Individual training has a role, but the training should be individualized. A group doing the same drills one after another is not individual skill development; it is unopposed practice. When a player does the same individual workout with multiple players, the practice is not individualized; it is just drills. The goal in individual training should be to improve a specific aspect of a skill, not to count repetitions. Making 500 shots in a session is working out; it strengthens the habit. It does not necessarily improve performance.?

Once a player has learned a skill, which takes 20-50 hours, more does not cause improvement. Players need deliberate practice to improve beyond this point, according to Dr. K. Anders Ericsson, the expert on deliberate practice and exceptional performance. Practice must be mindful with drills carefully designed to elicit specific improvements to performance.

A 40% three-point shooter can focus on volume to strengthen the habit to reduce variance and possibly make incremental improvements. However, the improvements are more likely to come through other areas, whether increasing strength, increasing variation of shots, improving comfort when defended, better feel for the distance one needs to shoot comfortably, and more. Players do not learn these lessons in unopposed drills. Individual training may focus on an aspect of footwork or improving shooting when breathing heavily; these are the details to address in individual skill development.

Therefore, the 30% three-point shooter likely needs individual drills to focus on specific adjustments to his or her shot to improve her performance. The 40% three-point shooter likely is better off with opposed to practice to prepare better for game situations to better retain and transfer improvements to game performance or individual practice on the details, the 1%. Regardless, reps on reps on reps has a poor cost:benefit ratio because players need thousands and thousands of repetitions for slight improvements, whereas specific, individualized drills can create large improvements in far fewer repetitions.

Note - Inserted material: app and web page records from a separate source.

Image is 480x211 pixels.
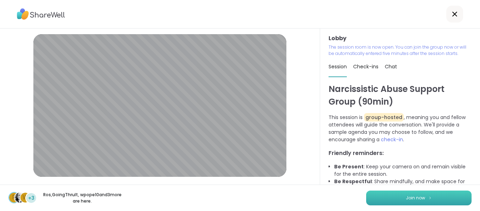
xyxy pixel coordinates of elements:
li: : Share mindfully, and make space for everyone to share! [334,178,472,192]
li: : Keep your camera on and remain visible for the entire session. [334,163,472,178]
span: group-hosted [364,113,404,121]
h3: Friendly reminders: [329,149,472,157]
h1: Narcissistic Abuse Support Group (90min) [329,83,472,108]
p: Ros , GoingThruIt , wpope10 and 3 more are here. [43,191,122,204]
button: Join now [366,190,472,205]
span: Chat [385,63,397,70]
span: w [22,193,28,202]
span: +3 [28,194,34,201]
span: Join now [406,194,425,201]
img: ShareWell Logomark [428,195,432,199]
h3: Lobby [329,34,472,43]
span: check-in [381,136,403,143]
p: This session is , meaning you and fellow attendees will guide the conversation. We'll provide a s... [329,114,472,143]
img: GoingThruIt [15,192,25,202]
p: The session room is now open. You can join the group now or will be automatically entered five mi... [329,44,472,57]
span: Session [329,63,347,70]
b: Be Respectful [334,178,372,185]
span: Check-ins [353,63,379,70]
b: Be Present [334,163,364,170]
span: R [12,193,16,202]
img: ShareWell Logo [17,6,65,22]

As an example, earlier this year, I?tweeted two drills. One was a typical group shooting drill, often mislabeled a?game-like shooting drill?(Fake Fundamentals: Volume 2?and?Evolution of 180 Shooter: A 21st Century Guide) because the players ran into their shots and attempted from a location within our sets, and the second was a movement shooting drill, which I use for various reasons with different players. When I had posted the drills on their own previously, coaches responded that the first drill was a “great drill”, whereas they called the second drill “stupid” and suggested I did not know anything about skill development or shooting.

In reality, the first drill was just a drill; the drill challenged the players because they dribbled two balls and passed one of them, and they got up some shots. This was a morning “skill session”, which, due to gym availability, was conducted in small groups. I believe this video was the day before the game when players asked to get up shots to get their rhythm and see the ball go through the net, a totally valid reason on the day before a game, but not?individual skill development. The second drill was used with a specific purpose; he often shot off-balance and needed to get more vertical off his shot Therefore, we used some different movements to challenge his deceleration and balance when shooting.

Our perception is the first drill is better because it looks more like the game, but, in reality, the second one had a more specific purpose, with more individualized feedback, and was much more aligned with deliberate practice (that does not mean the drill is better or to use the drill; it means create a drill around a purpose). Individual skill development actually looks more like the second drill, whereas the first drill is indicative of workouts, habit development, and improvement through effort and conditioning.